The Eagles drafted Nolan Smith in the first round in 2023 and Jaylx Hunt in the third round in 2024, but the last time they went for a defensive end/edge rusher on the first two days of the draft was Derek Barnett in the first round in 2017.
Josh Sweat was a good find in the fourth round of 2018, but there is a greater risk the longer you take to find one in the draft, and that has led the Eagles to such unimpactful third-day picks such as Shareef Miller, Casey Toohill, Kyron Jackson, Tarron Jackson, and Patrick Robinson.
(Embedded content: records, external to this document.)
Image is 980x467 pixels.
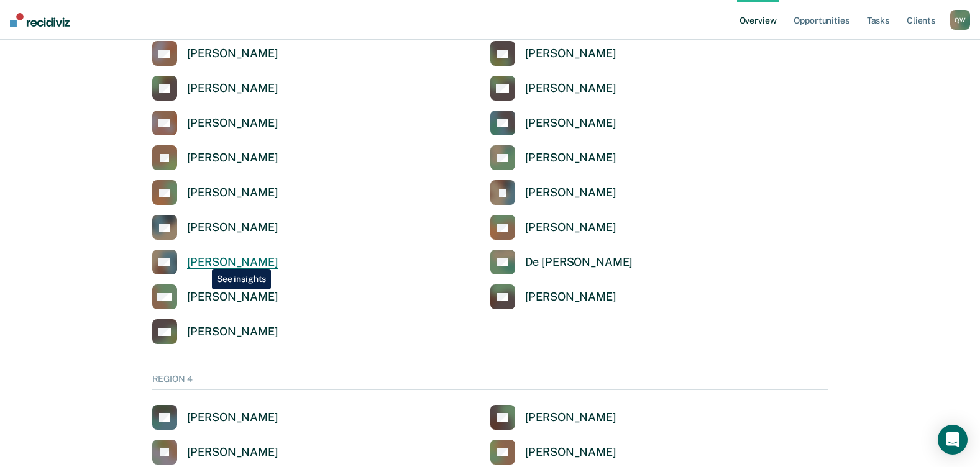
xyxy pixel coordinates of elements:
a: [PERSON_NAME] [152,111,279,135]
a: [PERSON_NAME] [491,111,617,135]
div: [PERSON_NAME] [187,151,279,165]
div: [PERSON_NAME] [187,325,279,339]
div: [PERSON_NAME] [525,81,617,96]
div: [PERSON_NAME] [187,410,279,425]
a: [PERSON_NAME] [491,440,617,465]
a: [PERSON_NAME] [152,249,279,274]
a: De [PERSON_NAME] [491,249,633,274]
div: [PERSON_NAME] [187,47,279,61]
a: [PERSON_NAME] [152,215,279,240]
div: [PERSON_NAME] [187,116,279,130]
div: [PERSON_NAME] [187,186,279,200]
a: [PERSON_NAME] [491,284,617,310]
a: [PERSON_NAME] [152,405,279,430]
a: [PERSON_NAME] [491,215,617,240]
div: [PERSON_NAME] [525,290,617,304]
div: [PERSON_NAME] [525,186,617,200]
div: [PERSON_NAME] [525,116,617,130]
a: [PERSON_NAME] [491,76,617,101]
a: [PERSON_NAME] [152,320,279,344]
a: [PERSON_NAME] [152,284,279,310]
a: [PERSON_NAME] [152,180,279,205]
div: [PERSON_NAME] [525,47,617,61]
img: Recidiviz [10,13,69,27]
div: [PERSON_NAME] [525,151,617,165]
div: Open Intercom Messenger [938,425,968,455]
a: [PERSON_NAME] [491,405,617,430]
div: De [PERSON_NAME] [525,255,633,269]
a: [PERSON_NAME] [491,145,617,170]
div: [PERSON_NAME] [525,220,617,235]
div: [PERSON_NAME] [525,445,617,460]
div: [PERSON_NAME] [187,220,279,235]
div: Q W [950,10,970,30]
div: [PERSON_NAME] [187,445,279,460]
div: [PERSON_NAME] [187,255,279,269]
button: QW [950,10,970,30]
div: REGION 4 [152,374,828,390]
div: [PERSON_NAME] [525,410,617,425]
a: [PERSON_NAME] [152,145,279,170]
a: [PERSON_NAME] [491,180,617,205]
div: [PERSON_NAME] [187,81,279,96]
a: [PERSON_NAME] [152,76,279,101]
div: [PERSON_NAME] [187,290,279,304]
a: [PERSON_NAME] [152,41,279,66]
a: [PERSON_NAME] [152,440,279,465]
a: [PERSON_NAME] [491,41,617,66]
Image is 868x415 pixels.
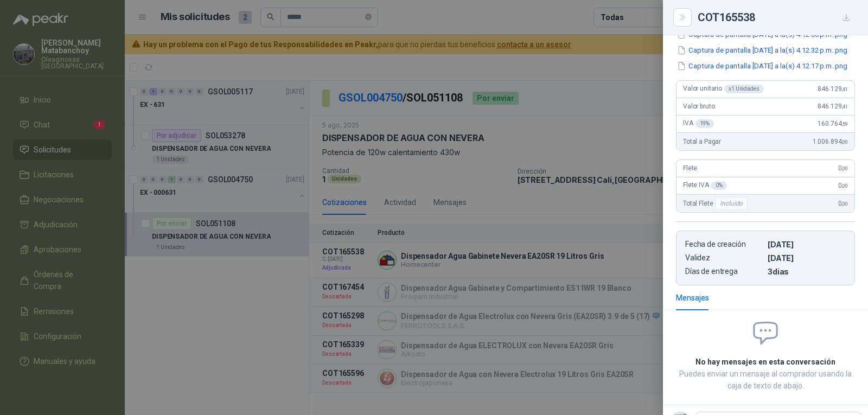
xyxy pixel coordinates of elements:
[683,165,697,172] span: Flete
[697,9,855,26] div: COT165538
[715,197,748,210] div: Incluido
[842,103,848,109] span: ,41
[838,199,848,207] span: 0
[685,266,764,276] p: Días de entrega
[676,11,689,24] button: Close
[683,84,764,93] span: Valor unitario
[683,181,727,190] span: Flete IVA
[842,139,848,145] span: ,00
[767,266,846,276] p: 3 dias
[813,138,848,146] span: 1.006.894
[818,85,848,92] span: 846.129
[767,240,846,249] p: [DATE]
[842,165,848,171] span: ,00
[685,240,764,249] p: Fecha de creación
[676,44,848,56] button: Captura de pantalla [DATE] a la(s) 4.12.32 p.m..png
[818,103,848,110] span: 846.129
[685,253,764,262] p: Validez
[683,138,721,146] span: Total a Pagar
[676,355,855,368] h2: No hay mensajes en esta conversación
[842,121,848,127] span: ,59
[683,103,715,110] span: Valor bruto
[724,84,764,93] div: x 1 Unidades
[683,119,714,128] span: IVA
[818,120,848,127] span: 160.764
[683,197,750,210] span: Total Flete
[838,165,848,172] span: 0
[711,181,727,190] div: 0 %
[676,368,855,392] p: Puedes enviar un mensaje al comprador usando la caja de texto de abajo.
[695,119,715,128] div: 19 %
[842,86,848,92] span: ,41
[676,292,709,304] div: Mensajes
[676,60,848,71] button: Captura de pantalla [DATE] a la(s) 4.12.17 p.m..png
[842,200,848,207] span: ,00
[842,183,848,189] span: ,00
[767,253,846,262] p: [DATE]
[838,181,848,189] span: 0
It’s the draft where the Eagles should find somebody to really get excited about.

Ed Kracz has been covering the Eagles full-time for over a decade and has written about Philadelphia sports since 1996. He wrote about the Phillies in the 2008 and 2009 World Series, the Flyers in their 2010 Stanely Cup playoff run to the finals, and was in Minnesota when the Eagles secured their first-ever Super Bowl win in 2017. Ed has received multiple writing awards as a sports journalist, including several top-five finishes in the Associated Press Sports Editors awards.